In fact, Cruddas has several points, none of which make easy reading. The most painful one is perhaps the verdict that “socially conservative working class voters who value family, work, fairness, and national security are the most likely to have deserted the party”.

This is painful because the first three values in this list are integral for a lot of members. It is also worrying because the next general election is likely to be fought on the same issues.

The other findings – that voters are fiscally conservative, that identity drives politics and that Labour members prize “abstract, universalist principles such as equality, sustainability and social justice” – are not surprising, but are worth hearing. There is nothing wrong with the list set out by Cruddas. They are ideas we readily support, but the challenge is to convert them into pragmatic and simple policies for the millions of people who don’t spend their free time thinking about party politics.

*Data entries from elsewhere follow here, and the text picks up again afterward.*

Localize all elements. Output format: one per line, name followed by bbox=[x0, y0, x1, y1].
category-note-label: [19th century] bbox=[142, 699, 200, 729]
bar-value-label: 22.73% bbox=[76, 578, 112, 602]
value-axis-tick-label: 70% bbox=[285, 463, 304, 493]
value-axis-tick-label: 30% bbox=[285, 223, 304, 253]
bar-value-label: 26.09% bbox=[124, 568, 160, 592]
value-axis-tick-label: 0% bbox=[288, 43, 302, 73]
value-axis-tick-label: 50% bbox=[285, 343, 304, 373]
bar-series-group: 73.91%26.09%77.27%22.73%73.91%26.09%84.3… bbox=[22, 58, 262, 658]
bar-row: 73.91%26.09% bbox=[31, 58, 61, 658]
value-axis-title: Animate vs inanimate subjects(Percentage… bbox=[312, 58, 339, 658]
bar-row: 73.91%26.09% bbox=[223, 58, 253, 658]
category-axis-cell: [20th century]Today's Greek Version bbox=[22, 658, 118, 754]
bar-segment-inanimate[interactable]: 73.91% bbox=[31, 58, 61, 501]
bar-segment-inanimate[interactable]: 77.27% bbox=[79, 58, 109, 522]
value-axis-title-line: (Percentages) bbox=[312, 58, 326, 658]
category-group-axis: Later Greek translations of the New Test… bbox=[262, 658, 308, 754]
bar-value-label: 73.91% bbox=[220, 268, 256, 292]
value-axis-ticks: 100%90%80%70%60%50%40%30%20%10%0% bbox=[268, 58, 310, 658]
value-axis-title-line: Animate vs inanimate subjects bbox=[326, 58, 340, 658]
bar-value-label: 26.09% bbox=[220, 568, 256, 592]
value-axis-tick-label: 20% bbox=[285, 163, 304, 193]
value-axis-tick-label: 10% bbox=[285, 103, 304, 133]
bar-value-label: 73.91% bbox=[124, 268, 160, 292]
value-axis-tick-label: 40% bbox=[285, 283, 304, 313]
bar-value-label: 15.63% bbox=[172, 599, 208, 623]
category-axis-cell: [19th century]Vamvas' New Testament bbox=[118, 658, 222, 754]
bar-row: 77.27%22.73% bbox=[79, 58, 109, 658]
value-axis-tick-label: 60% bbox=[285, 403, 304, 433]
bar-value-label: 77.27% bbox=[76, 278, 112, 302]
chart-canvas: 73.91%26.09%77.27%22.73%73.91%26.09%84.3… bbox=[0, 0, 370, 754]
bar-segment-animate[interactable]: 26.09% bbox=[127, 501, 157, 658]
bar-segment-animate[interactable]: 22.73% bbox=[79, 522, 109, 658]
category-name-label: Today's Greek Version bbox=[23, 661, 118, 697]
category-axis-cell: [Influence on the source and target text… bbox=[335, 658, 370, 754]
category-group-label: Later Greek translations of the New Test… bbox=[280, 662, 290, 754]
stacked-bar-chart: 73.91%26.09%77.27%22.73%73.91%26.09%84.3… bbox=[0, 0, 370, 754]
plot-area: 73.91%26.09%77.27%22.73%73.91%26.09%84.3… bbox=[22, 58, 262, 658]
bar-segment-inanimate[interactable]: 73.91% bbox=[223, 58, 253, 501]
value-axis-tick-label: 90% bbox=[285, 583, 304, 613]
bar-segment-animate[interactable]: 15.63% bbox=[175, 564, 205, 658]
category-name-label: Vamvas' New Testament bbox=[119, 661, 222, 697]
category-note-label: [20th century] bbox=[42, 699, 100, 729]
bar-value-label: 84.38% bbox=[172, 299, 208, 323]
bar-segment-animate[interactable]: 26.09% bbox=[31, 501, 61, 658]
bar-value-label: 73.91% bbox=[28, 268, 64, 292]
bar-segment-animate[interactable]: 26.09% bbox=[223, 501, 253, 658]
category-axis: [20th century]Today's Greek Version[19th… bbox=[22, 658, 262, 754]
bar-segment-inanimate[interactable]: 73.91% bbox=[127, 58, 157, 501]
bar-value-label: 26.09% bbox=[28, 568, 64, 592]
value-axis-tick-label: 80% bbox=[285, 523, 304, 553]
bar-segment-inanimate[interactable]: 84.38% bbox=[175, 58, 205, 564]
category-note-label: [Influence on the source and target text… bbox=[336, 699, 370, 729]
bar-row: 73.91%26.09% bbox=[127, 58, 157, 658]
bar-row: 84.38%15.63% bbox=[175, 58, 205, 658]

Tristram Hunt has begun to suggest some of the answers. In Labour’s Identity Crisis: England and the Politics of Patriotism, the book he published yesterday, he calls for a “progressive sense of patriotism” and describes his love of the industrial landscape.

But this is only the start of the process. If Labour learns its lessons, from Cruddas, Hunt and others, then there is a chance to make gains in 2020. The Tories campaigned and won a ticket of standing up for working people in 2015 and set about pulling apart their message almost immediately, proposing Budget measures that were either anti-work, like the tax credits cuts, or simply cruel, like the raid on disability support.

After a period of overwhelming change in the Labour Party, it remains clear that the Tories will still be arrogant, out-of-touch and missing their economic targets at the next election. We must get to the place where a divided Conservative Party is, in summer 2020, asking itself “how did it come to this?” Cruddas is asking the right questions. Now it is up to the Labour leader to come up with the answers.